I thought that the SCM tools I use (Subversion and Visual Source Safe) could handle this, but I was wrong; I had to keep track of bug fixes by branch manually. AccuRev can track merges automatically, however, according to Poole.

Suppose you were a company that built many different products based on a shared software code base — a common situation for embedded systems makers that churn out a new product revision every month, but have to maintain their existing products in the field for years. That branching scenario just became a nightmare, because the number of branches just became very large, and the importance of tracking merges just went way up. Missing a patch in one product out of hundreds can make that product unreliable; if it’s a product that people depend on, that unreliability could become a major issue.

So maybe SCM can make your software more reliable.

AccuRev’s site is here. In addition to the usual sales pitch and white papers, it offers a free 5-user, 30-day trial.

Martin Heller

Martin Heller is a contributing writer at InfoWorld. Formerly a web and Windows programming consultant, he developed databases, software, and websites from his office in Andover, Massachusetts, from 1986 to 2010. From 2010 to August of 2012, Martin was vice president of technology and education at Alpha Software. From March 2013 to January 2014, he was chairman of Tubifi, maker of a cloud-based video editor, having previously served as CEO.

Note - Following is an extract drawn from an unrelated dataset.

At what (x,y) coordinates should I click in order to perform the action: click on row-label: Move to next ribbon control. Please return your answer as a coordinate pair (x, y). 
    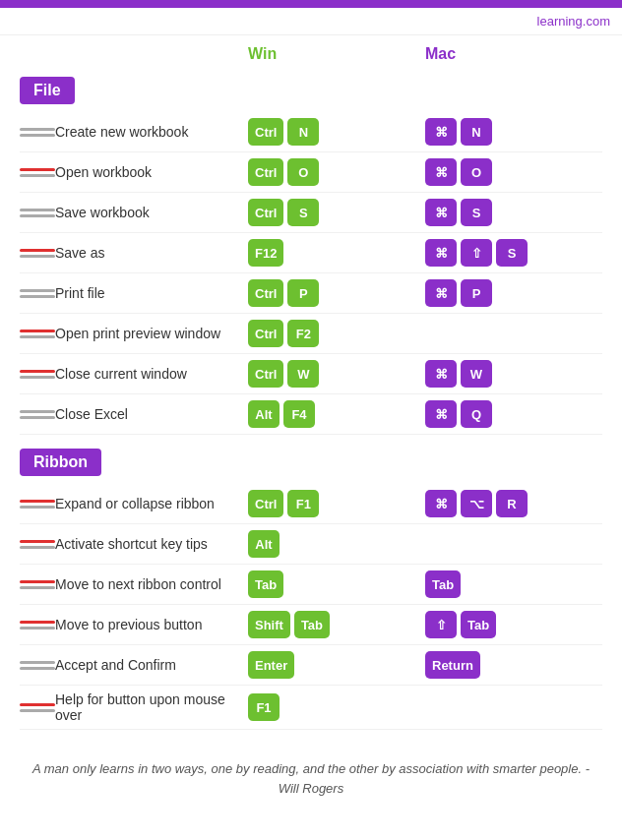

Martin is the author or co-author of nearly a dozen PC software packages and half a dozen Web applications. He is also the author of several books on Windows programming. As a consultant, Martin has worked with companies of all sizes to design, develop, improve, and/or debug Windows, web, and database applications, and has performed strategic business consulting for high-tech corporations ranging from tiny to Fortune 100 and from local to multinational.

Martin’s specialties include programming languages C++, Python, C#, JavaScript, and SQL, and databases PostgreSQL, MySQL, Microsoft SQL Server, Oracle Database, Google Cloud Spanner, CockroachDB, MongoDB, Cassandra, and Couchbase. He writes about software development, data management, analytics, AI, and machine learning, contributing technology analyses, explainers, how-to articles, and hands-on reviews of software development tools, data platforms, AI models, machine learning libraries, and much more.